John, not to be a fawning sycophant, but this comment is quite simply a classic:
“This kind of thinking sees salvation as simply a point in time. The Bible sees it as having a beginning but it also sees it as having a middle and an end, or as a whole process. In the Bible the big wide-angle lens for viewing salvation is “union with Christ,” not accepting Jesus as your personal Savior.”
I was in my late thirties before I realized being a Christian was not simply “heaven someday”, but Christ right now, in my experience.
Your post is an encouragement for me to continue to challenge and engage myself and my brothers and sisters to see that this “union with Christ” is our means of displaying God in this world.
Thank you.
Salvation cannot be merely “accepting Christ as my personal Savior” (whatever that means). It is the start of our eternal relationship with God. Real relationships are dynamic, not static. And they are bidirectional with conditiona and expectations on both sides. Seriously, I don’t understand how any Christian can say that there are no conditions required in our relationship with Christ. To say this is to make it less than one’s relationship with a spouse, with a family member, with an employer, etc. Our relationship with Christ has to be more, not less.
I look forward to reading your blog tomorrow.
Those who enjoy Tozer may also enjoy a new biography published this year — A Passion for God: The Spiritual Journey of A.W. Tozer by Lyle Dorsett (Moody, 2008). Its brief, readable, and a delight.
John, you’ve struck some chords here. I think you’re onto something similar to what I’ve been thinking about for a while now. I agree wholeheartedly with your statement above, “The tragic result is a generation of millions of “evangelicals” who really do believe there are no conditions at all.”
Could the great Calvin-Arminius debate be at the heart of this? It is challenging and exciting for me to read about this debate: http://en.wikipedia.org/wiki/History_of_Calvinist-Arminian_Debate
Really good stuff.
Fellow fan of Tozer,
Molly
I am nearly finished with the afore mentioned book by Tozer and I find it quite inline with some very modern writers.

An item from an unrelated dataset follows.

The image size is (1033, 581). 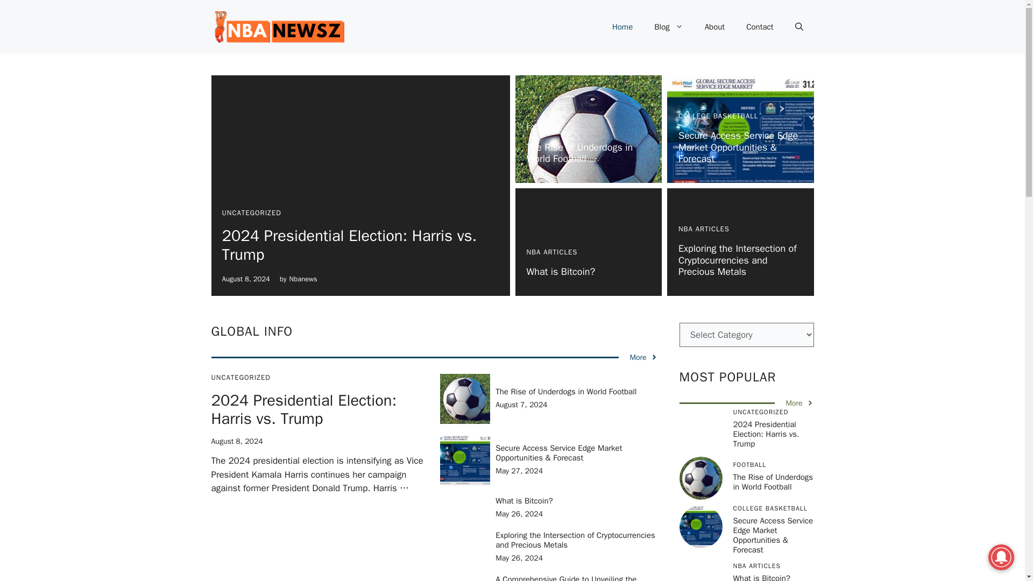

Ravi Zacharius comes to mind as does some of the people in his dvd series on apologetics.Good teaching helps, but in reality the most wise of comments are but pure paraphrase from Gods Holy words. amen
I have really been blessed by the materials of Brother Tozer on the internet.
Yes, indeed he was very prophetic. He spoke as if he lives in our days. he was indeed a man of God.
I am a servant of our dear Lord and Savior from Liberia, West Africa. I will be moving to Guyana as a missionary.